Lot 222
  • 222

Gerald Wilde, 1905-1986

Estimate
2,000 - 3,000 GBP
Log in to view results
bidding is closed

Description

  • Gerald Wilde
  • composition 1948
  • signed and dated 48
  • gouache
  • 57x68.5cm.; 22½x27in.

Provenance

Alfred Hecht, and thence by bequest to the present owner's family

Exhibited

London, The October Gallery, Gerald Wilde, Spring 1988

Catalogue Note

Gerald Wilde attended Chelsea School of Art from 1926-31 and subsequently studied under Percy Hague Jowett and H. S. Williamson from 1932-34.  He was greatly influenced by the aesthetic theories expoused by Clive Bell in his book Art, and was
Inspired by the abstract surrealism of Picasso, Miró and Klee.  Wilde lost much of his work to the devastating Blitz of 1941 whilst he was serving with the Pioneer Corps. Despite the destructive nature of war, the experience was also a source of great inspiration for him.

The present work dates from the immediate post-war era.  Overlapping layers of gouache are built up in deliberate strokes and an armature of black lines form ghostly abstracted figures which dominate the foreground. Often categorized as Abstract Expressionist, Wilde’s style is difficult to define: “You cannot classify Wilde's art. It is not representative; and neither is it abstract.”  (Joyce Cary, ICA exhibition catalogue, 1955). A richly mobile work with bold colouring and passages of impasto, Composition 1948 is a striking example of Wilde’s oeuvre.

In 1949 he met the author Joyce Carey.  Wilde was said to be the inspiration for the artist character ‘Gulley Jimson’ in Carey’s book The Horse’s Mouth (1944), later adapted for a film starring Alec Guinness in 1958.  Wilde’s contribution to Britain’s post-war art scene was recognized when he was given a retrospective exhibition at the progressive ICA in 1955. In the 1950s Wilde spent time in St Ebba’s Mental Hospital and consequently abandoned painting for twenty years.  It was not until the 1970s that he began to paint again.  In 1979 the October Gallery held a solo exhibition and has continued to exhibit his work ever since.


(What this task involves)
Would you repeat the data below exactly, taking out the images?
** Material to process follows **
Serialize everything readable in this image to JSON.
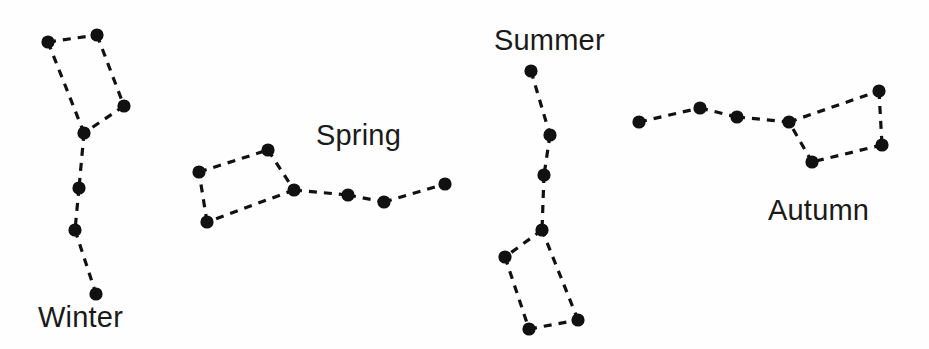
{
  "figure": {
    "background_color": "#fefefe",
    "ink_color": "#111111",
    "width": 929,
    "height": 349,
    "node_radius": 6.6,
    "edge_dash": "8 7",
    "edge_width": 3.2
  },
  "chart_data": {
    "type": "scatter",
    "xlabel": "",
    "ylabel": "",
    "xlim": [
      0,
      929
    ],
    "ylim": [
      349,
      0
    ],
    "grid": false,
    "legend": "none",
    "note": "Four dashed-line star charts; each node is a star, each edge a connecting line.",
    "series": [
      {
        "name": "Winter",
        "label": "Winter",
        "label_x": 38,
        "label_y": 327,
        "points": [
          {
            "id": "w1",
            "x": 48,
            "y": 42
          },
          {
            "id": "w2",
            "x": 97,
            "y": 35
          },
          {
            "id": "w3",
            "x": 124,
            "y": 106
          },
          {
            "id": "w4",
            "x": 84,
            "y": 133
          },
          {
            "id": "w5",
            "x": 79,
            "y": 188
          },
          {
            "id": "w6",
            "x": 75,
            "y": 230
          },
          {
            "id": "w7",
            "x": 96,
            "y": 294
          }
        ],
        "edges": [
          [
            "w1",
            "w2"
          ],
          [
            "w2",
            "w3"
          ],
          [
            "w3",
            "w4"
          ],
          [
            "w4",
            "w1"
          ],
          [
            "w4",
            "w5"
          ],
          [
            "w5",
            "w6"
          ],
          [
            "w6",
            "w7"
          ]
        ]
      },
      {
        "name": "Spring",
        "label": "Spring",
        "label_x": 316,
        "label_y": 145,
        "points": [
          {
            "id": "s1",
            "x": 199,
            "y": 172
          },
          {
            "id": "s2",
            "x": 268,
            "y": 150
          },
          {
            "id": "s3",
            "x": 294,
            "y": 190
          },
          {
            "id": "s4",
            "x": 207,
            "y": 222
          },
          {
            "id": "s5",
            "x": 348,
            "y": 195
          },
          {
            "id": "s6",
            "x": 384,
            "y": 202
          },
          {
            "id": "s7",
            "x": 445,
            "y": 184
          }
        ],
        "edges": [
          [
            "s1",
            "s2"
          ],
          [
            "s2",
            "s3"
          ],
          [
            "s3",
            "s4"
          ],
          [
            "s4",
            "s1"
          ],
          [
            "s3",
            "s5"
          ],
          [
            "s5",
            "s6"
          ],
          [
            "s6",
            "s7"
          ]
        ]
      },
      {
        "name": "Summer",
        "label": "Summer",
        "label_x": 494,
        "label_y": 50,
        "points": [
          {
            "id": "u1",
            "x": 531,
            "y": 71
          },
          {
            "id": "u2",
            "x": 550,
            "y": 135
          },
          {
            "id": "u3",
            "x": 544,
            "y": 175
          },
          {
            "id": "u4",
            "x": 542,
            "y": 230
          },
          {
            "id": "u5",
            "x": 505,
            "y": 257
          },
          {
            "id": "u6",
            "x": 529,
            "y": 329
          },
          {
            "id": "u7",
            "x": 578,
            "y": 320
          }
        ],
        "edges": [
          [
            "u1",
            "u2"
          ],
          [
            "u2",
            "u3"
          ],
          [
            "u3",
            "u4"
          ],
          [
            "u4",
            "u5"
          ],
          [
            "u5",
            "u6"
          ],
          [
            "u6",
            "u7"
          ],
          [
            "u7",
            "u4"
          ]
        ]
      },
      {
        "name": "Autumn",
        "label": "Autumn",
        "label_x": 768,
        "label_y": 220,
        "points": [
          {
            "id": "a1",
            "x": 639,
            "y": 122
          },
          {
            "id": "a2",
            "x": 700,
            "y": 108
          },
          {
            "id": "a3",
            "x": 737,
            "y": 117
          },
          {
            "id": "a4",
            "x": 789,
            "y": 122
          },
          {
            "id": "a5",
            "x": 879,
            "y": 91
          },
          {
            "id": "a6",
            "x": 882,
            "y": 145
          },
          {
            "id": "a7",
            "x": 812,
            "y": 162
          }
        ],
        "edges": [
          [
            "a1",
            "a2"
          ],
          [
            "a2",
            "a3"
          ],
          [
            "a3",
            "a4"
          ],
          [
            "a4",
            "a5"
          ],
          [
            "a5",
            "a6"
          ],
          [
            "a6",
            "a7"
          ],
          [
            "a7",
            "a4"
          ]
        ]
      }
    ]
  }
}
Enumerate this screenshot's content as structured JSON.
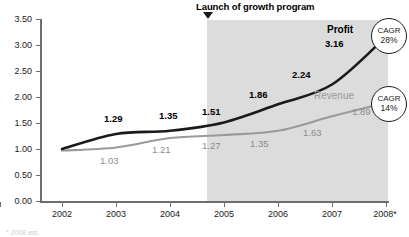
** End of Material to process **
(Output below)
Serialize everything readable in this image to JSON.
{
  "figure": {
    "background_color": "#fefefe",
    "ink_color": "#111111",
    "width": 929,
    "height": 349,
    "node_radius": 6.6,
    "edge_dash": "8 7",
    "edge_width": 3.2
  },
  "chart_data": {
    "type": "scatter",
    "xlabel": "",
    "ylabel": "",
    "xlim": [
      0,
      929
    ],
    "ylim": [
      349,
      0
    ],
    "grid": false,
    "legend": "none",
    "note": "Four dashed-line star charts; each node is a star, each edge a connecting line.",
    "series": [
      {
        "name": "Winter",
        "label": "Winter",
        "label_x": 38,
        "label_y": 327,
        "points": [
          {
            "id": "w1",
            "x": 48,
            "y": 42
          },
          {
            "id": "w2",
            "x": 97,
            "y": 35
          },
          {
            "id": "w3",
            "x": 124,
            "y": 106
          },
          {
            "id": "w4",
            "x": 84,
            "y": 133
          },
          {
            "id": "w5",
            "x": 79,
            "y": 188
          },
          {
            "id": "w6",
            "x": 75,
            "y": 230
          },
          {
            "id": "w7",
            "x": 96,
            "y": 294
          }
        ],
        "edges": [
          [
            "w1",
            "w2"
          ],
          [
            "w2",
            "w3"
          ],
          [
            "w3",
            "w4"
          ],
          [
            "w4",
            "w1"
          ],
          [
            "w4",
            "w5"
          ],
          [
            "w5",
            "w6"
          ],
          [
            "w6",
            "w7"
          ]
        ]
      },
      {
        "name": "Spring",
        "label": "Spring",
        "label_x": 316,
        "label_y": 145,
        "points": [
          {
            "id": "s1",
            "x": 199,
            "y": 172
          },
          {
            "id": "s2",
            "x": 268,
            "y": 150
          },
          {
            "id": "s3",
            "x": 294,
            "y": 190
          },
          {
            "id": "s4",
            "x": 207,
            "y": 222
          },
          {
            "id": "s5",
            "x": 348,
            "y": 195
          },
          {
            "id": "s6",
            "x": 384,
            "y": 202
          },
          {
            "id": "s7",
            "x": 445,
            "y": 184
          }
        ],
        "edges": [
          [
            "s1",
            "s2"
          ],
          [
            "s2",
            "s3"
          ],
          [
            "s3",
            "s4"
          ],
          [
            "s4",
            "s1"
          ],
          [
            "s3",
            "s5"
          ],
          [
            "s5",
            "s6"
          ],
          [
            "s6",
            "s7"
          ]
        ]
      },
      {
        "name": "Summer",
        "label": "Summer",
        "label_x": 494,
        "label_y": 50,
        "points": [
          {
            "id": "u1",
            "x": 531,
            "y": 71
          },
          {
            "id": "u2",
            "x": 550,
            "y": 135
          },
          {
            "id": "u3",
            "x": 544,
            "y": 175
          },
          {
            "id": "u4",
            "x": 542,
            "y": 230
          },
          {
            "id": "u5",
            "x": 505,
            "y": 257
          },
          {
            "id": "u6",
            "x": 529,
            "y": 329
          },
          {
            "id": "u7",
            "x": 578,
            "y": 320
          }
        ],
        "edges": [
          [
            "u1",
            "u2"
          ],
          [
            "u2",
            "u3"
          ],
          [
            "u3",
            "u4"
          ],
          [
            "u4",
            "u5"
          ],
          [
            "u5",
            "u6"
          ],
          [
            "u6",
            "u7"
          ],
          [
            "u7",
            "u4"
          ]
        ]
      },
      {
        "name": "Autumn",
        "label": "Autumn",
        "label_x": 768,
        "label_y": 220,
        "points": [
          {
            "id": "a1",
            "x": 639,
            "y": 122
          },
          {
            "id": "a2",
            "x": 700,
            "y": 108
          },
          {
            "id": "a3",
            "x": 737,
            "y": 117
          },
          {
            "id": "a4",
            "x": 789,
            "y": 122
          },
          {
            "id": "a5",
            "x": 879,
            "y": 91
          },
          {
            "id": "a6",
            "x": 882,
            "y": 145
          },
          {
            "id": "a7",
            "x": 812,
            "y": 162
          }
        ],
        "edges": [
          [
            "a1",
            "a2"
          ],
          [
            "a2",
            "a3"
          ],
          [
            "a3",
            "a4"
          ],
          [
            "a4",
            "a5"
          ],
          [
            "a5",
            "a6"
          ],
          [
            "a6",
            "a7"
          ],
          [
            "a7",
            "a4"
          ]
        ]
      }
    ]
  }
}
Enumerate this screenshot's content as structured JSON.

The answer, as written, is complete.